I have this recurring bad dream.
In the dream, we baseball fans live in a strange land – one dominated by a seldom seen specter who only appears in image-form once we go to sleep – and only then, he appears for the sake of doing something underhanded that makes him happy and just about everybody else miserable.
Over the years, the specter has come to be known by those famous texting initials of utmost surprise – “OMG” – from the wild-eyed verbal reaction that almost all people have to the experience of seeing him for the first time. – He almost drew the name “YGTBK” from the predictably universal reaction that people have to his stock first-time introduction of himself: “Yes! I am OMG – the great and terrible Commissioner of Baseball! – And who are you to stand in the way of my will for the game?” (For those who my be unfamiliar with texting shorthand, “YGTBK” stands for “you’ve got to be kidding.”)
OMG made another appearance in a Thursday nightmare dream I just vacated a few moments ago and, as per usual, I awoke to find those same worst fears written into a story that appears on page C1 of the Friday, October 21, 2011 SPorts Section of the Houston Chronicle.
OMG! – The minor headlines scream loudly in behalf of the article written by the capable Houston Chronicle writer Steve Campbell: “ASTROS’ MOVE TO AL COULD BE IMMINENT: Crane May Be Compensated to Agree to Switch.” What a rude dream and ruder awakening story that is to all of us who love the Astros because they play the real baseball game by National League rules. With no designated hitters. No robot managers. And no place for home run-waiting offenses as the major mindset on navigating the bases.
Here’s the gist of our latest OMG Nightmare Taking Shape on Crawford Street: The delay in approving Jim Crane as new owner of the Astros may now be less about approving his credit and integrity lines and more about Commissioner OMG Selig leveraging him into accepting relocation of the franchise to the American League as a condition of the sale.
Word from the nightmare is that Crane may see that shift as doable if they knock off $50 million dollars from his $680 million deal agreed upon deal with current owner Drayton McLane, Jr.
McLane apparently is saying something like “No,no, no – no, no, no! – Our deal, Mr. Crane, was for $680 mil! Get OMG to pay you the $50 mil in comp bux, if that’s what does you.”
OMG is silent on the comp bux, so far, but these nightmares about the Astros being shuttled to the American League seem to be growing – and in blanket disregard for the wishes of most Houston fans.
Maybe, I’m wrong. Maybe most Houston fans don’t care which league the Astros are in, as long as they win. Maybe quite a few would even prefer playing in the AL because that would mean the New York Yankees and Boston Red Sox will be coming to Houston every season. Maybe some fans don’t mind losing the Cardinals and Cubs and Dodgers as regular foes – and maybe these same fans even prefer the DH rule to real baseball.

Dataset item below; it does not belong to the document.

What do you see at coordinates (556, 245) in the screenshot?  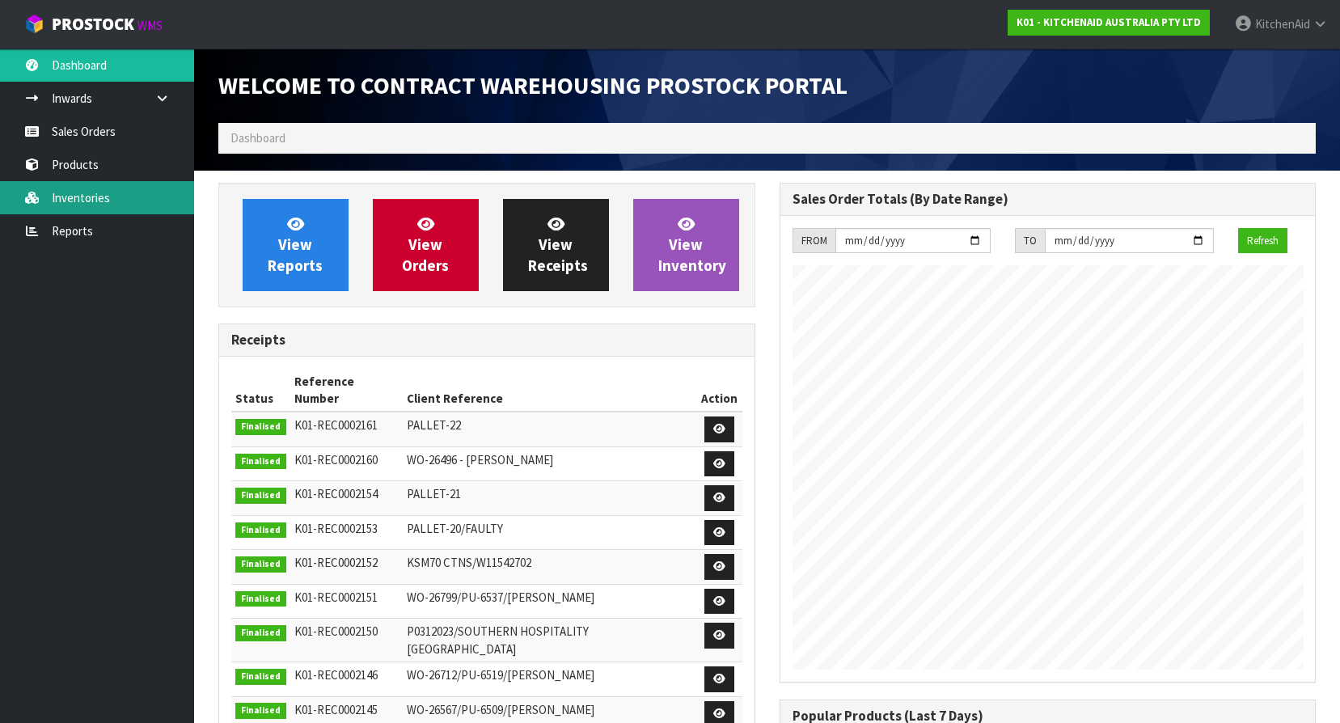 I see `a: ViewReceipts` at bounding box center [556, 245].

For those of us who do not want to see the AL move, the time appears to be running short. All we can do is sign petitions and write to Bud Selig and Jim Crane in the short-term. In the long run, if it does happen, and that is appearing more likely with each new published nightmare, all we can do is protest with our ticket-buying dollars.
OMG! That means we will have to stop buying tickets to Astros games and either throw our support behind some other National League club or else, transfer our local support to the new Sugar Land Skeeters of the independent Atlantic League.
I don’t like greedy people and their enterprises – and I especially don’t like businesses that either take my financial support for granted or those who go so far as to treat us individual customers as inconsequential.
If the fans of Houston are not willing to boycott the Astros for moving to the American League, then maybe the city deserves exactly what it will be getting – a variation of baseball that isn’t the real game at all because of the designated hitter. And, if the DH doesn’t bother you, there will be no harm done.
OMG.
Tags: Astros Move to AL?
October 21, 2011 at 8:45 pm |
My guess is none of them care what the lifelong loyalists want–this is about money. None of these people are baseball traditionalists. All we can do is vote with our pocketbooks; my allegiance to the Astros will end after 50 years and go to the Cardinals, Diamondbacks or Rockies. The number of games I will attend at Minute Maid will drop to nada. But they don’t care, this all about the extra revenue from two more wild cards. I still say the best logic is move the Brewers back to the AL since that’s where the imbalance came from.